True it is that Fenwick and his associates were properly authorized to settle upon lands belonging to Lords Say and Brook; but that the lands they did settle upon were the property of the Earl of Warwick is not only without proof, but against it.
It seems to be generally agreed that the Lords Say and Brook were understood to have a right to lands upon Connecticut River, but that river being five hundred miles long, and running through the greatest part of New England, the situation of their property was by no means pointed out; whether it lay at the mouth, the middle, or the northern end, was equally unascertained.
The settlers, indeed, established themselves at the mouth, but without showing their right to the spot; they licentiously chose it. There never has been produced any writing of conveyance of the land in question from the Council of Plymouth to the Earl of Warwick, or from the Earl of Warwick to the Lords Say and Brook, and therefore their title to it must be deemed not good in law. By a letter from Lord Say to Mr. Vane, in 1635, it appears that he (Lord Say), Lord Brook, and others, had thought of removing to New England, but were not determined whether to join the adventurers in Boston or settle a new colony.--(Hutchinson’s “History,” vol. i., p. 42.)

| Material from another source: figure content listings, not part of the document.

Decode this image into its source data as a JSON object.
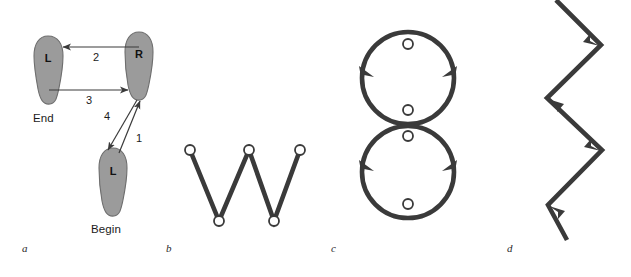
{
  "figure": {
    "title": "",
    "background": "#ffffff",
    "panels": [
      {
        "id": "a",
        "label": "a",
        "type": "footprint-gait-diagram",
        "description": "Two-footprint stepping sequence with four numbered movement arrows",
        "footprints": [
          {
            "name": "left-foot-end",
            "letter": "L",
            "caption": "End",
            "x": 48,
            "y": 68
          },
          {
            "name": "right-foot",
            "letter": "R",
            "caption": "",
            "x": 140,
            "y": 63
          },
          {
            "name": "left-foot-begin",
            "letter": "L",
            "caption": "Begin",
            "x": 113,
            "y": 180
          }
        ],
        "captions": [
          {
            "name": "end-caption",
            "text": "End"
          },
          {
            "name": "begin-caption",
            "text": "Begin"
          }
        ],
        "arrows": [
          {
            "name": "arrow-1",
            "number": "1",
            "from": "left-foot-begin",
            "to": "right-foot",
            "direction": "up-right"
          },
          {
            "name": "arrow-2",
            "number": "2",
            "from": "right-foot",
            "to": "left-foot-end",
            "direction": "left"
          },
          {
            "name": "arrow-3",
            "number": "3",
            "from": "left-foot-end",
            "to": "right-foot",
            "direction": "right"
          },
          {
            "name": "arrow-4",
            "number": "4",
            "from": "right-foot",
            "to": "left-foot-begin",
            "direction": "down-left"
          }
        ],
        "foot_fill": "#9b9b9b",
        "foot_stroke": "#6a6a6a",
        "arrow_color": "#3a3a3a"
      },
      {
        "id": "b",
        "label": "b",
        "type": "zigzag-with-nodes",
        "description": "W-shaped zigzag path with five open circular nodes",
        "nodes": [
          {
            "name": "node-1",
            "x": 190,
            "y": 150
          },
          {
            "name": "node-2",
            "x": 219,
            "y": 221
          },
          {
            "name": "node-3",
            "x": 249,
            "y": 150
          },
          {
            "name": "node-4",
            "x": 274,
            "y": 221
          },
          {
            "name": "node-5",
            "x": 300,
            "y": 150
          }
        ],
        "stroke": "#3a3a3a",
        "stroke_width": 4.5,
        "node_radius": 5
      },
      {
        "id": "c",
        "label": "c",
        "type": "figure-eight-loops",
        "description": "Two stacked circular loops forming a figure-eight with directional arrowheads",
        "loops": [
          {
            "name": "upper-loop",
            "cx": 408,
            "cy": 78,
            "r": 46
          },
          {
            "name": "lower-loop",
            "cx": 408,
            "cy": 172,
            "r": 46
          }
        ],
        "nodes": [
          {
            "name": "node-upper-top",
            "x": 408,
            "y": 44
          },
          {
            "name": "node-upper-bottom",
            "x": 408,
            "y": 110
          },
          {
            "name": "node-lower-top",
            "x": 408,
            "y": 136
          },
          {
            "name": "node-lower-bottom",
            "x": 408,
            "y": 204
          }
        ],
        "arrowheads": [
          {
            "name": "arrowhead-upper-left",
            "direction": "up"
          },
          {
            "name": "arrowhead-upper-right",
            "direction": "up"
          },
          {
            "name": "arrowhead-lower-left",
            "direction": "up"
          },
          {
            "name": "arrowhead-lower-right",
            "direction": "up"
          }
        ],
        "stroke": "#3a3a3a",
        "stroke_width": 4.5,
        "node_radius": 5
      },
      {
        "id": "d",
        "label": "d",
        "type": "zigzag-arrow-path",
        "description": "Vertical zigzag path with upward-pointing arrowheads at each turn",
        "vertices": [
          {
            "name": "vertex-1",
            "x": 561,
            "y": 232
          },
          {
            "name": "vertex-2",
            "x": 548,
            "y": 205
          },
          {
            "name": "vertex-3",
            "x": 602,
            "y": 150
          },
          {
            "name": "vertex-4",
            "x": 547,
            "y": 98
          },
          {
            "name": "vertex-5",
            "x": 601,
            "y": 45
          },
          {
            "name": "vertex-6",
            "x": 556,
            "y": 2
          }
        ],
        "arrowheads": [
          {
            "name": "arrowhead-lower",
            "direction": "up-left"
          },
          {
            "name": "arrowhead-mid-low",
            "direction": "up-right"
          },
          {
            "name": "arrowhead-mid-high",
            "direction": "up-left"
          },
          {
            "name": "arrowhead-upper",
            "direction": "up-right"
          }
        ],
        "stroke": "#3a3a3a",
        "stroke_width": 4.5
      }
    ]
  }
}
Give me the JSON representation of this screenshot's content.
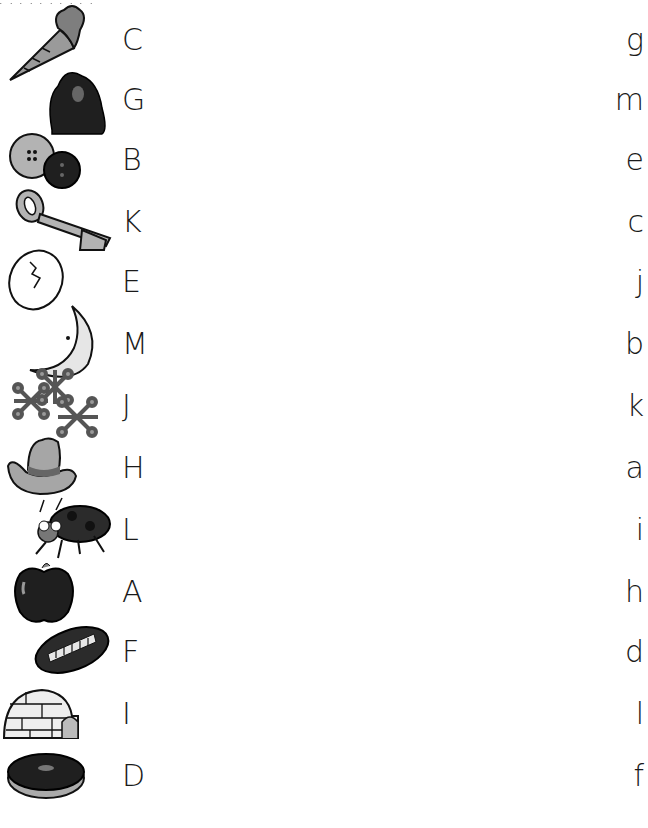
{
  "worksheet": {
    "type": "letter matching (uppercase to lowercase)",
    "rows": [
      {
        "picture": "carrot",
        "uppercase": "C",
        "lowercase": "g"
      },
      {
        "picture": "gorilla",
        "uppercase": "G",
        "lowercase": "m"
      },
      {
        "picture": "buttons",
        "uppercase": "B",
        "lowercase": "e"
      },
      {
        "picture": "key",
        "uppercase": "K",
        "lowercase": "c"
      },
      {
        "picture": "egg",
        "uppercase": "E",
        "lowercase": "j"
      },
      {
        "picture": "moon",
        "uppercase": "M",
        "lowercase": "b"
      },
      {
        "picture": "jacks",
        "uppercase": "J",
        "lowercase": "k"
      },
      {
        "picture": "hat",
        "uppercase": "H",
        "lowercase": "a"
      },
      {
        "picture": "ladybug",
        "uppercase": "L",
        "lowercase": "i"
      },
      {
        "picture": "apple",
        "uppercase": "A",
        "lowercase": "h"
      },
      {
        "picture": "football",
        "uppercase": "F",
        "lowercase": "d"
      },
      {
        "picture": "igloo",
        "uppercase": "I",
        "lowercase": "l"
      },
      {
        "picture": "donut",
        "uppercase": "D",
        "lowercase": "f"
      }
    ]
  },
  "colors": {
    "ink": "#1a1a1a",
    "gray": "#9a9a9a",
    "dark": "#2b2b2b",
    "light": "#e6e6e6"
  }
}
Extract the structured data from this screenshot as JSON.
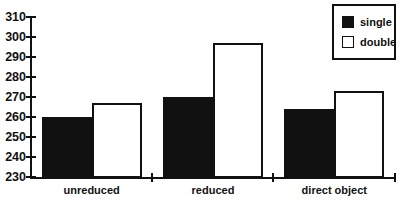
{
  "chart_data": {
    "type": "bar",
    "categories": [
      "unreduced",
      "reduced",
      "direct object"
    ],
    "series": [
      {
        "name": "single",
        "color": "#111111",
        "values": [
          260,
          270,
          264
        ]
      },
      {
        "name": "double",
        "color": "#ffffff",
        "values": [
          267,
          297,
          273
        ]
      }
    ],
    "title": "",
    "xlabel": "",
    "ylabel": "",
    "ylim": [
      230,
      310
    ],
    "yticks": [
      230,
      240,
      250,
      260,
      270,
      280,
      290,
      300,
      310
    ],
    "grid": false,
    "legend_position": "top-right"
  },
  "colors": {
    "background": "#ffffff",
    "axis": "#111111",
    "bar_fill_single": "#111111",
    "bar_fill_double": "#ffffff",
    "bar_border": "#111111"
  }
}
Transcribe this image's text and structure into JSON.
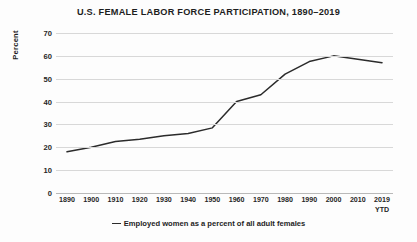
{
  "chart_data": {
    "type": "line",
    "title": "U.S. FEMALE LABOR FORCE PARTICIPATION, 1890–2019",
    "xlabel": "",
    "ylabel": "Percent",
    "ylim": [
      0,
      70
    ],
    "yticks": [
      0,
      10,
      20,
      30,
      40,
      50,
      60,
      70
    ],
    "grid": true,
    "legend_position": "bottom",
    "categories": [
      "1890",
      "1900",
      "1910",
      "1920",
      "1930",
      "1940",
      "1950",
      "1960",
      "1970",
      "1980",
      "1990",
      "2000",
      "2010",
      "2019 YTD"
    ],
    "category_lines": [
      [
        "1890"
      ],
      [
        "1900"
      ],
      [
        "1910"
      ],
      [
        "1920"
      ],
      [
        "1930"
      ],
      [
        "1940"
      ],
      [
        "1950"
      ],
      [
        "1960"
      ],
      [
        "1970"
      ],
      [
        "1980"
      ],
      [
        "1990"
      ],
      [
        "2000"
      ],
      [
        "2010"
      ],
      [
        "2019",
        "YTD"
      ]
    ],
    "series": [
      {
        "name": "Employed women as a percent of all adult females",
        "color": "#2b2b2b",
        "values": [
          18,
          20,
          22.5,
          23.5,
          25,
          26,
          28.5,
          40,
          43,
          52,
          57.5,
          60,
          58.5,
          57
        ]
      }
    ],
    "legend": [
      "Employed women as a percent of all adult females"
    ]
  },
  "colors": {
    "background": "#fdfdfd",
    "gridline": "#d8d8d8",
    "axis": "#b9b9b9",
    "text": "#1d1d1d",
    "line": "#2b2b2b"
  }
}
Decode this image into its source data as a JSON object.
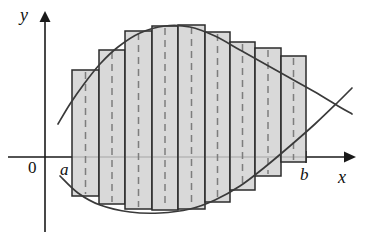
{
  "figure": {
    "background_color": "#ffffff",
    "width": 370,
    "height": 240
  },
  "axes": {
    "x_axis": {
      "name": "x-axis",
      "label": "x",
      "origin_label": "0",
      "y_pixel": 157,
      "x_start": 8,
      "x_end": 352,
      "arrow": "right"
    },
    "y_axis": {
      "name": "y-axis",
      "label": "y",
      "x_pixel": 45,
      "y_start": 232,
      "y_end": 14,
      "arrow": "up"
    },
    "ticks": [
      {
        "label": "a",
        "x_pixel": 72,
        "show_mark": false
      },
      {
        "label": "b",
        "x_pixel": 306,
        "show_mark": true
      }
    ]
  },
  "colors": {
    "axis": "#1a1a1a",
    "curve": "#3a3a3a",
    "rect_fill": "#d2d2d2",
    "rect_stroke": "#2b2b2b",
    "dash": "#7d7d7d",
    "text": "#111111"
  },
  "chart_data": {
    "type": "area",
    "xlabel": "x",
    "ylabel": "y",
    "grid": false,
    "legend": false,
    "axis_origin_label": "0",
    "interval": {
      "lower_label": "a",
      "upper_label": "b",
      "a_pixel": 72,
      "b_pixel": 306
    },
    "baseline_y_pixel": 157,
    "n_rectangles": 9,
    "rectangle_sample_rule": "midpoint",
    "categories": [
      "1",
      "2",
      "3",
      "4",
      "5",
      "6",
      "7",
      "8",
      "9"
    ],
    "rectangles": [
      {
        "index": 1,
        "x_left": 72,
        "x_right": 99,
        "y_top": 70,
        "y_bottom": 196,
        "midpoint_x": 85.5
      },
      {
        "index": 2,
        "x_left": 99,
        "x_right": 125,
        "y_top": 50,
        "y_bottom": 204,
        "midpoint_x": 112
      },
      {
        "index": 3,
        "x_left": 125,
        "x_right": 152,
        "y_top": 31,
        "y_bottom": 209,
        "midpoint_x": 138.5
      },
      {
        "index": 4,
        "x_left": 152,
        "x_right": 178,
        "y_top": 26,
        "y_bottom": 210,
        "midpoint_x": 165
      },
      {
        "index": 5,
        "x_left": 178,
        "x_right": 205,
        "y_top": 25,
        "y_bottom": 209,
        "midpoint_x": 191.5
      },
      {
        "index": 6,
        "x_left": 205,
        "x_right": 230,
        "y_top": 32,
        "y_bottom": 202,
        "midpoint_x": 217.5
      },
      {
        "index": 7,
        "x_left": 230,
        "x_right": 255,
        "y_top": 42,
        "y_bottom": 190,
        "midpoint_x": 242.5
      },
      {
        "index": 8,
        "x_left": 255,
        "x_right": 281,
        "y_top": 48,
        "y_bottom": 176,
        "midpoint_x": 268
      },
      {
        "index": 9,
        "x_left": 281,
        "x_right": 306,
        "y_top": 56,
        "y_bottom": 162,
        "midpoint_x": 293.5
      }
    ],
    "curves": [
      {
        "name": "upper-curve",
        "description": "concave curve rising from lower-left, peaking near the middle, then falling to the right",
        "points": [
          [
            58,
            124
          ],
          [
            70,
            104
          ],
          [
            84,
            84
          ],
          [
            100,
            64
          ],
          [
            118,
            47
          ],
          [
            140,
            33
          ],
          [
            165,
            26
          ],
          [
            190,
            27
          ],
          [
            215,
            36
          ],
          [
            240,
            50
          ],
          [
            265,
            64
          ],
          [
            290,
            78
          ],
          [
            315,
            92
          ],
          [
            338,
            106
          ],
          [
            352,
            114
          ]
        ]
      },
      {
        "name": "lower-curve",
        "description": "shallow curve dipping below the x-axis, rising steeply to cross the upper curve on the right",
        "points": [
          [
            60,
            176
          ],
          [
            78,
            193
          ],
          [
            100,
            205
          ],
          [
            130,
            212
          ],
          [
            160,
            213
          ],
          [
            190,
            209
          ],
          [
            215,
            200
          ],
          [
            240,
            186
          ],
          [
            265,
            167
          ],
          [
            290,
            146
          ],
          [
            315,
            124
          ],
          [
            338,
            102
          ],
          [
            352,
            88
          ]
        ]
      }
    ]
  },
  "labels": {
    "y": "y",
    "x": "x",
    "origin": "0",
    "lower_bound": "a",
    "upper_bound": "b"
  }
}
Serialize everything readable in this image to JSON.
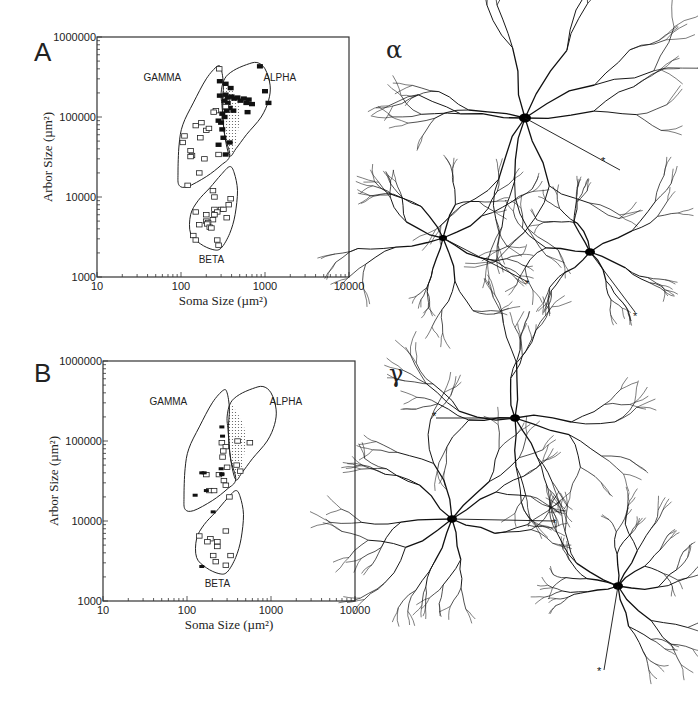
{
  "figure": {
    "panels": [
      {
        "letter": "A"
      },
      {
        "letter": "B"
      }
    ],
    "neuron_groups": [
      {
        "symbol": "α",
        "label": "alpha cells",
        "markers": [
          "*",
          "*",
          "*"
        ]
      },
      {
        "symbol": "γ",
        "label": "gamma cells",
        "markers": [
          "*",
          "*",
          "*"
        ]
      }
    ]
  },
  "chart_data": [
    {
      "panel": "A",
      "type": "scatter",
      "title": "",
      "xlabel": "Soma Size (µm²)",
      "ylabel": "Arbor Size (µm²)",
      "xscale": "log",
      "yscale": "log",
      "xlim": [
        10,
        10000
      ],
      "ylim": [
        1000,
        1000000
      ],
      "xticks": [
        "10",
        "100",
        "1000",
        "10000"
      ],
      "yticks": [
        "1000",
        "10000",
        "100000",
        "1000000"
      ],
      "grid": false,
      "regions": [
        {
          "name": "GAMMA",
          "label_pos": [
            60,
            320000
          ]
        },
        {
          "name": "ALPHA",
          "label_pos": [
            1500,
            320000
          ]
        },
        {
          "name": "BETA",
          "label_pos": [
            230,
            1700
          ]
        }
      ],
      "series": [
        {
          "name": "alpha (filled)",
          "marker": "filled-square",
          "points": [
            [
              290,
              280000
            ],
            [
              340,
              260000
            ],
            [
              870,
              430000
            ],
            [
              390,
              230000
            ],
            [
              290,
              185000
            ],
            [
              340,
              190000
            ],
            [
              360,
              175000
            ],
            [
              400,
              180000
            ],
            [
              430,
              170000
            ],
            [
              470,
              175000
            ],
            [
              510,
              160000
            ],
            [
              560,
              170000
            ],
            [
              600,
              150000
            ],
            [
              640,
              165000
            ],
            [
              700,
              145000
            ],
            [
              1000,
              210000
            ],
            [
              1100,
              150000
            ],
            [
              360,
              150000
            ],
            [
              330,
              160000
            ],
            [
              380,
              130000
            ],
            [
              350,
              120000
            ],
            [
              310,
              110000
            ],
            [
              330,
              100000
            ],
            [
              300,
              85000
            ],
            [
              280,
              90000
            ],
            [
              310,
              70000
            ],
            [
              320,
              55000
            ],
            [
              280,
              45000
            ],
            [
              380,
              48000
            ],
            [
              340,
              34000
            ],
            [
              620,
              115000
            ],
            [
              420,
              120000
            ]
          ]
        },
        {
          "name": "gamma (open)",
          "marker": "open-square",
          "points": [
            [
              285,
              400000
            ],
            [
              340,
              135000
            ],
            [
              260,
              120000
            ],
            [
              245,
              115000
            ],
            [
              150,
              78000
            ],
            [
              175,
              85000
            ],
            [
              200,
              68000
            ],
            [
              215,
              72000
            ],
            [
              110,
              58000
            ],
            [
              105,
              48000
            ],
            [
              170,
              55000
            ],
            [
              130,
              38000
            ],
            [
              135,
              33000
            ],
            [
              130,
              32000
            ],
            [
              190,
              30000
            ],
            [
              280,
              34000
            ],
            [
              165,
              20000
            ],
            [
              120,
              14000
            ]
          ]
        },
        {
          "name": "beta (open)",
          "marker": "open-square",
          "points": [
            [
              240,
              12000
            ],
            [
              250,
              10000
            ],
            [
              390,
              9500
            ],
            [
              370,
              8000
            ],
            [
              150,
              6500
            ],
            [
              200,
              6000
            ],
            [
              300,
              7000
            ],
            [
              320,
              7000
            ],
            [
              250,
              7000
            ],
            [
              270,
              6500
            ],
            [
              250,
              6000
            ],
            [
              350,
              5500
            ],
            [
              240,
              5200
            ],
            [
              200,
              5000
            ],
            [
              210,
              4800
            ],
            [
              165,
              4500
            ],
            [
              205,
              4600
            ],
            [
              220,
              4200
            ],
            [
              230,
              4100
            ],
            [
              140,
              3300
            ],
            [
              150,
              2900
            ],
            [
              270,
              2900
            ],
            [
              280,
              2500
            ]
          ]
        }
      ]
    },
    {
      "panel": "B",
      "type": "scatter",
      "title": "",
      "xlabel": "Soma Size (µm²)",
      "ylabel": "Arbor Size (µm²)",
      "xscale": "log",
      "yscale": "log",
      "xlim": [
        10,
        10000
      ],
      "ylim": [
        1000,
        1000000
      ],
      "xticks": [
        "10",
        "100",
        "1000",
        "10000"
      ],
      "yticks": [
        "1000",
        "10000",
        "100000",
        "1000000"
      ],
      "grid": false,
      "regions": [
        {
          "name": "GAMMA",
          "label_pos": [
            60,
            320000
          ]
        },
        {
          "name": "ALPHA",
          "label_pos": [
            1500,
            320000
          ]
        },
        {
          "name": "BETA",
          "label_pos": [
            230,
            1700
          ]
        }
      ],
      "series": [
        {
          "name": "open squares",
          "marker": "open-square",
          "points": [
            [
              260,
              95000
            ],
            [
              400,
              100000
            ],
            [
              560,
              95000
            ],
            [
              290,
              85000
            ],
            [
              270,
              75000
            ],
            [
              265,
              63000
            ],
            [
              300,
              47000
            ],
            [
              390,
              50000
            ],
            [
              430,
              42000
            ],
            [
              240,
              38000
            ],
            [
              275,
              32000
            ],
            [
              290,
              28000
            ],
            [
              170,
              38000
            ],
            [
              185,
              24000
            ],
            [
              210,
              24000
            ],
            [
              320,
              20000
            ],
            [
              290,
              7500
            ],
            [
              140,
              6500
            ],
            [
              190,
              6000
            ],
            [
              175,
              5500
            ],
            [
              230,
              5500
            ],
            [
              230,
              4800
            ],
            [
              205,
              3700
            ],
            [
              330,
              3700
            ],
            [
              220,
              3100
            ],
            [
              290,
              2800
            ]
          ]
        },
        {
          "name": "filled marks",
          "marker": "filled-dash",
          "points": [
            [
              260,
              150000
            ],
            [
              265,
              115000
            ],
            [
              255,
              45000
            ],
            [
              260,
              38000
            ],
            [
              150,
              40000
            ],
            [
              160,
              40000
            ],
            [
              170,
              24000
            ],
            [
              125,
              21000
            ],
            [
              205,
              13000
            ],
            [
              150,
              2700
            ],
            [
              260,
              39000
            ]
          ]
        }
      ]
    }
  ]
}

If Connecticut had been assigned to Lords Say and Brook by the Earl of Warwick, as it is pretended was done in 1631, it is very strange that those lords should have been in doubt in 1635 where to fix themselves in New England, since interest and ambition, as well as fertility of soil, would naturally have led them to settle in Connecticut, where they had land of their own, and where a settlement was already begun, and bore a very promising appearance. Hence, it seems but reasonable to suppose that if Lords Say and Brook were entitled to any land on Connecticut River it could not lie within the province of Connecticut; and, if their claims were derived from the Earl of Warwick, it may fairly be concluded that their property lay much higher up the country, since the coast appropriated to the Earl of Warwick by Purchas is that at or about Cape Ann. Lords Say and Brook, therefore, might have a right to send Fenwick, Peters, etc., to colonize on the north parts of Connecticut River, but not southwardly, at the mouth of it; and their neglect of the colony at Saybrook may easily be accounted for, by supposing that they were sensible the settlers had fixed upon a wrong site--an idea corroborated by this circumstance, that Fenwick some years after sold his property there for a mere trifle, when he might have sold it dear if his title had been good.
But, it may be asked, who were the real proprietors of the eighth and ninth lots?
It is asserted that, on the Council of Plymouth’s resignation of their patent to Charles I. in 1635, that monarch granted the latter to the Earl of Stirling.